If you have Issue Two of What Youth Quarterly then you’ve already read about our skateboard collab with Lance Mountain. If you don’t have Issue Two, you’re reading about the collab now. (Also, damn, check yourself.)
Lance designed the graphic above — inspired by an Arto Saari portrait, second slide, from Issue Two — for this collection of hand-painted skateboard decks. They go on sale this Friday exclusively in the What Youth shop. There are three numbered boards available — three, as in fewer than five or four. Click fast on Black Friday to make one of them yours. Special thanks to Create X Destroy for making this project happen.
We spoke with Lance about skateboard graphics through the years and about his own art, beginning when his skate career did over three decades back:
Lance Mountain: At 10, I started skateboarding, and of course I wanted to buy boards. Couldn’t afford them, so I started making boards. Wanted an Alva shirt, couldn’t afford one, so I made an Alva shirt.
Obviously the influences from Wes Humpston and the Dogtown art, Craig Stecyk and some of the early imagery from skateboarding — those were my influences. Without knowing it, skate graphics were probably influenced by Rick Griffin, his style, so I didn’t know I was influenced by that, but…that was the background of it all. Making your own stuff, making your own product.
Even before I got full on sponsored, I rode for a park team. Started riding for a skatepark team, because that’s sort of how most of us got introduced into professional skateboarding. Our park was John Lucero, Neil Blender and myself — and others — and that was kind of the park that the creative weirdos came from. Marina was more like the attitudes, Upland was more like, “We’re bigger and badder than all you guys,” Del Mar was more progression. Lakewood was in between. And we were the artistic dudes.
Neil was our leader. Very creative dude. So he was constantly, all of us were constantly drawing stuff. We made our own magazine for the park, I started shooting photos and laying out ads for them, and slowly but surely started doing fliers and graphics and little things for that park. And that turned into drawing concepts and graphics for our own boards. Neil was the first really to do his own graphic — Wes Humpston obviously did his own graphic, but in 1980, ’82, ’83, at that point it became…the graphics were clean and rad, you know?
And Neil was really the first to do his own. He drew some ideas for my first graphic, and I drew some ideas. And I drew an idea for Rick De Montrond — “Spidey” — and the Santa Cruz artist re-drew it, and I did one for Ben Schroeder. So some of that stuff started appearing here and there, kind of teaching me how the graphic art world worked.
I didn’t draw any of my own graphics as product until ’89. It wasn’t something that I wanted to do. I really enjoyed the graphics that other people were doing. But at that point skateboarding was going through a phase where things started getting more personal.
I took a drawing my son did and started developing my style off of that, and from there I ended up doing all my graphics. It just kind of happened — it just went there, without trying to go there. I had other people asking me to draw stuff for them. In 1983 I had that Suicidal Tendencies graphic for Glen Friedman…it was just, skateboarding at the time was just very do-it-yourself.
It goes through phases. The ‘70s were very much logos, company logos. And then they started putting signatures of the guys on, and they became “signature” boards, when they found out that a guy and his popularity might sell a brand. And then from there it became very, a graphic that’s recognizable to one guy, and he kept that graphic for a long time, and you knew who that was. But there was a time when a lot of guys did a very minimal, very personal style, and that’s kind of the window where we were doing it.
And then I think the market got to a point where it was like, “OK, our art director’s very recognizable, we’re in a real market here, we’ve got to stay identifiable to people. Keep the same logo, keep the same look.” But there was a while where it was just all over the place, with all the art being drawn, and at that point I believe a lot of artists came into their own. When we were doing it we were in a sort of collapsed market because…you can’t pay an artist $5,000 if you’re selling 100 boards, you know? So it just became very personalized.
Come back Friday for a chance at one of the three limited-edition What Youth x Lance Mountain collab skateboard decks, and see more of Lance’s artwork on his website.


▶ Assigned task: I would like the records restated word for word, without the pictures.
* * * * * * * * *
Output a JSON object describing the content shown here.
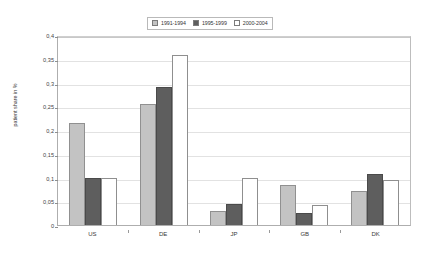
{
  "chart_data": {
    "type": "bar",
    "title": "",
    "xlabel": "",
    "ylabel": "patient share in %",
    "categories": [
      "US",
      "DE",
      "JP",
      "GB",
      "DK"
    ],
    "series": [
      {
        "name": "1991-1994",
        "color": "#c3c3c3",
        "values": [
          0.215,
          0.255,
          0.03,
          0.085,
          0.072
        ]
      },
      {
        "name": "1995-1999",
        "color": "#5e5e5e",
        "values": [
          0.1,
          0.29,
          0.045,
          0.025,
          0.107
        ]
      },
      {
        "name": "2000-2004",
        "color": "#ffffff",
        "values": [
          0.098,
          0.357,
          0.098,
          0.042,
          0.094
        ]
      }
    ],
    "ylim": [
      0,
      0.4
    ],
    "ytick_values": [
      0,
      0.05,
      0.1,
      0.15,
      0.2,
      0.25,
      0.3,
      0.35,
      0.4
    ],
    "ytick_labels": [
      "0",
      "0,05",
      "0,1",
      "0,15",
      "0,2",
      "0,25",
      "0,3",
      "0,35",
      "0,4"
    ],
    "grid": true,
    "legend_position": "top-center"
  },
  "legend": {
    "entries": [
      {
        "label": "1991-1994"
      },
      {
        "label": "1995-1999"
      },
      {
        "label": "2000-2004"
      }
    ]
  },
  "axis": {
    "y_title": "patient share in %"
  }
}
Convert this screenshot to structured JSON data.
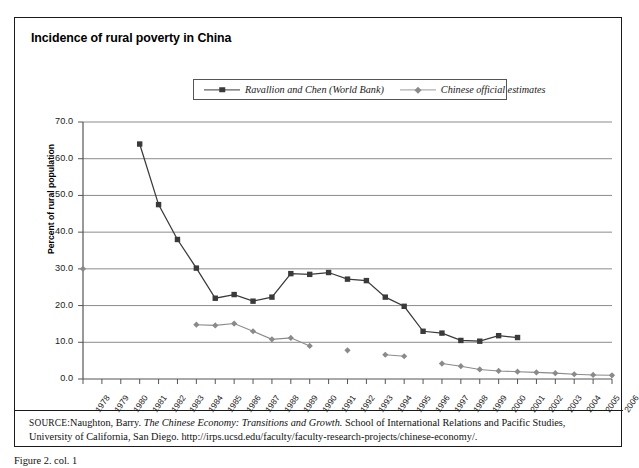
{
  "figure": {
    "title": "Incidence of rural poverty in China",
    "caption": "Figure 2.  col. 1",
    "source_label": "SOURCE:",
    "source_text_1": "Naughton, Barry. ",
    "source_italic": "The Chinese Economy: Transitions and Growth.",
    "source_text_2": " School of International Relations and Pacific Studies, University of California, San Diego. http://irps.ucsd.edu/faculty/faculty-research-projects/chinese-economy/."
  },
  "chart_data": {
    "type": "line",
    "title": "Incidence of rural poverty in China",
    "xlabel": "",
    "ylabel": "Percent of rural population",
    "ylim": [
      0,
      70
    ],
    "ytick_labels": [
      "0.0",
      "10.0",
      "20.0",
      "30.0",
      "40.0",
      "50.0",
      "60.0",
      "70.0"
    ],
    "ytick_values": [
      0,
      10,
      20,
      30,
      40,
      50,
      60,
      70
    ],
    "grid": true,
    "legend_position": "top-center",
    "x": [
      1978,
      1979,
      1980,
      1981,
      1982,
      1983,
      1984,
      1985,
      1986,
      1987,
      1988,
      1989,
      1990,
      1991,
      1992,
      1993,
      1994,
      1995,
      1996,
      1997,
      1998,
      1999,
      2000,
      2001,
      2002,
      2003,
      2004,
      2005,
      2006
    ],
    "xtick_labels": [
      "1978",
      "1979",
      "1980",
      "1981",
      "1982",
      "1983",
      "1984",
      "1985",
      "1986",
      "1987",
      "1988",
      "1989",
      "1990",
      "1991",
      "1992",
      "1993",
      "1994",
      "1995",
      "1996",
      "1997",
      "1998",
      "1999",
      "2000",
      "2001",
      "2002",
      "2003",
      "2004",
      "2005",
      "2006"
    ],
    "series": [
      {
        "name": "Ravallion and Chen (World Bank)",
        "marker": "square",
        "color": "#3a3a3a",
        "points": [
          {
            "x": 1981,
            "y": 64.0
          },
          {
            "x": 1982,
            "y": 47.5
          },
          {
            "x": 1983,
            "y": 38.0
          },
          {
            "x": 1984,
            "y": 30.2
          },
          {
            "x": 1985,
            "y": 22.0
          },
          {
            "x": 1986,
            "y": 23.0
          },
          {
            "x": 1987,
            "y": 21.2
          },
          {
            "x": 1988,
            "y": 22.3
          },
          {
            "x": 1989,
            "y": 28.7
          },
          {
            "x": 1990,
            "y": 28.5
          },
          {
            "x": 1991,
            "y": 29.0
          },
          {
            "x": 1992,
            "y": 27.2
          },
          {
            "x": 1993,
            "y": 26.8
          },
          {
            "x": 1994,
            "y": 22.3
          },
          {
            "x": 1995,
            "y": 19.8
          },
          {
            "x": 1996,
            "y": 13.0
          },
          {
            "x": 1997,
            "y": 12.5
          },
          {
            "x": 1998,
            "y": 10.5
          },
          {
            "x": 1999,
            "y": 10.3
          },
          {
            "x": 2000,
            "y": 11.8
          },
          {
            "x": 2001,
            "y": 11.3
          }
        ]
      },
      {
        "name": "Chinese official estimates",
        "marker": "diamond",
        "color": "#8a8a8a",
        "segments": [
          [
            {
              "x": 1978,
              "y": 30.0
            }
          ],
          [
            {
              "x": 1984,
              "y": 14.8
            },
            {
              "x": 1985,
              "y": 14.6
            },
            {
              "x": 1986,
              "y": 15.1
            },
            {
              "x": 1987,
              "y": 13.0
            },
            {
              "x": 1988,
              "y": 10.8
            },
            {
              "x": 1989,
              "y": 11.2
            },
            {
              "x": 1990,
              "y": 9.0
            }
          ],
          [
            {
              "x": 1992,
              "y": 7.8
            }
          ],
          [
            {
              "x": 1994,
              "y": 6.6
            },
            {
              "x": 1995,
              "y": 6.2
            }
          ],
          [
            {
              "x": 1997,
              "y": 4.2
            },
            {
              "x": 1998,
              "y": 3.5
            },
            {
              "x": 1999,
              "y": 2.6
            },
            {
              "x": 2000,
              "y": 2.2
            },
            {
              "x": 2001,
              "y": 2.0
            },
            {
              "x": 2002,
              "y": 1.8
            },
            {
              "x": 2003,
              "y": 1.6
            },
            {
              "x": 2004,
              "y": 1.3
            },
            {
              "x": 2005,
              "y": 1.1
            },
            {
              "x": 2006,
              "y": 1.0
            }
          ]
        ]
      }
    ]
  },
  "legend": {
    "entries": [
      {
        "label": "Ravallion and Chen (World Bank)"
      },
      {
        "label": "Chinese official estimates"
      }
    ]
  }
}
* * * * * * * * *
▶ Response area:
Output a JSON object describing the content shown here.
{
  "chart_data": {
    "type": "bar",
    "title": "",
    "xlabel": "",
    "ylabel": "patient share in %",
    "categories": [
      "US",
      "DE",
      "JP",
      "GB",
      "DK"
    ],
    "series": [
      {
        "name": "1991-1994",
        "color": "#c3c3c3",
        "values": [
          0.215,
          0.255,
          0.03,
          0.085,
          0.072
        ]
      },
      {
        "name": "1995-1999",
        "color": "#5e5e5e",
        "values": [
          0.1,
          0.29,
          0.045,
          0.025,
          0.107
        ]
      },
      {
        "name": "2000-2004",
        "color": "#ffffff",
        "values": [
          0.098,
          0.357,
          0.098,
          0.042,
          0.094
        ]
      }
    ],
    "ylim": [
      0,
      0.4
    ],
    "ytick_values": [
      0,
      0.05,
      0.1,
      0.15,
      0.2,
      0.25,
      0.3,
      0.35,
      0.4
    ],
    "ytick_labels": [
      "0",
      "0,05",
      "0,1",
      "0,15",
      "0,2",
      "0,25",
      "0,3",
      "0,35",
      "0,4"
    ],
    "grid": true,
    "legend_position": "top-center"
  },
  "legend": {
    "entries": [
      {
        "label": "1991-1994"
      },
      {
        "label": "1995-1999"
      },
      {
        "label": "2000-2004"
      }
    ]
  },
  "axis": {
    "y_title": "patient share in %"
  }
}
Convert this screenshot to structured JSON data.
{
  "figure": {
    "title": "Incidence of rural poverty in China",
    "caption": "Figure 2.  col. 1",
    "source_label": "SOURCE:",
    "source_text_1": "Naughton, Barry. ",
    "source_italic": "The Chinese Economy: Transitions and Growth.",
    "source_text_2": " School of International Relations and Pacific Studies, University of California, San Diego. http://irps.ucsd.edu/faculty/faculty-research-projects/chinese-economy/."
  },
  "chart_data": {
    "type": "line",
    "title": "Incidence of rural poverty in China",
    "xlabel": "",
    "ylabel": "Percent of rural population",
    "ylim": [
      0,
      70
    ],
    "ytick_labels": [
      "0.0",
      "10.0",
      "20.0",
      "30.0",
      "40.0",
      "50.0",
      "60.0",
      "70.0"
    ],
    "ytick_values": [
      0,
      10,
      20,
      30,
      40,
      50,
      60,
      70
    ],
    "grid": true,
    "legend_position": "top-center",
    "x": [
      1978,
      1979,
      1980,
      1981,
      1982,
      1983,
      1984,
      1985,
      1986,
      1987,
      1988,
      1989,
      1990,
      1991,
      1992,
      1993,
      1994,
      1995,
      1996,
      1997,
      1998,
      1999,
      2000,
      2001,
      2002,
      2003,
      2004,
      2005,
      2006
    ],
    "xtick_labels": [
      "1978",
      "1979",
      "1980",
      "1981",
      "1982",
      "1983",
      "1984",
      "1985",
      "1986",
      "1987",
      "1988",
      "1989",
      "1990",
      "1991",
      "1992",
      "1993",
      "1994",
      "1995",
      "1996",
      "1997",
      "1998",
      "1999",
      "2000",
      "2001",
      "2002",
      "2003",
      "2004",
      "2005",
      "2006"
    ],
    "series": [
      {
        "name": "Ravallion and Chen (World Bank)",
        "marker": "square",
        "color": "#3a3a3a",
        "points": [
          {
            "x": 1981,
            "y": 64.0
          },
          {
            "x": 1982,
            "y": 47.5
          },
          {
            "x": 1983,
            "y": 38.0
          },
          {
            "x": 1984,
            "y": 30.2
          },
          {
            "x": 1985,
            "y": 22.0
          },
          {
            "x": 1986,
            "y": 23.0
          },
          {
            "x": 1987,
            "y": 21.2
          },
          {
            "x": 1988,
            "y": 22.3
          },
          {
            "x": 1989,
            "y": 28.7
          },
          {
            "x": 1990,
            "y": 28.5
          },
          {
            "x": 1991,
            "y": 29.0
          },
          {
            "x": 1992,
            "y": 27.2
          },
          {
            "x": 1993,
            "y": 26.8
          },
          {
            "x": 1994,
            "y": 22.3
          },
          {
            "x": 1995,
            "y": 19.8
          },
          {
            "x": 1996,
            "y": 13.0
          },
          {
            "x": 1997,
            "y": 12.5
          },
          {
            "x": 1998,
            "y": 10.5
          },
          {
            "x": 1999,
            "y": 10.3
          },
          {
            "x": 2000,
            "y": 11.8
          },
          {
            "x": 2001,
            "y": 11.3
          }
        ]
      },
      {
        "name": "Chinese official estimates",
        "marker": "diamond",
        "color": "#8a8a8a",
        "segments": [
          [
            {
              "x": 1978,
              "y": 30.0
            }
          ],
          [
            {
              "x": 1984,
              "y": 14.8
            },
            {
              "x": 1985,
              "y": 14.6
            },
            {
              "x": 1986,
              "y": 15.1
            },
            {
              "x": 1987,
              "y": 13.0
            },
            {
              "x": 1988,
              "y": 10.8
            },
            {
              "x": 1989,
              "y": 11.2
            },
            {
              "x": 1990,
              "y": 9.0
            }
          ],
          [
            {
              "x": 1992,
              "y": 7.8
            }
          ],
          [
            {
              "x": 1994,
              "y": 6.6
            },
            {
              "x": 1995,
              "y": 6.2
            }
          ],
          [
            {
              "x": 1997,
              "y": 4.2
            },
            {
              "x": 1998,
              "y": 3.5
            },
            {
              "x": 1999,
              "y": 2.6
            },
            {
              "x": 2000,
              "y": 2.2
            },
            {
              "x": 2001,
              "y": 2.0
            },
            {
              "x": 2002,
              "y": 1.8
            },
            {
              "x": 2003,
              "y": 1.6
            },
            {
              "x": 2004,
              "y": 1.3
            },
            {
              "x": 2005,
              "y": 1.1
            },
            {
              "x": 2006,
              "y": 1.0
            }
          ]
        ]
      }
    ]
  },
  "legend": {
    "entries": [
      {
        "label": "Ravallion and Chen (World Bank)"
      },
      {
        "label": "Chinese official estimates"
      }
    ]
  }
}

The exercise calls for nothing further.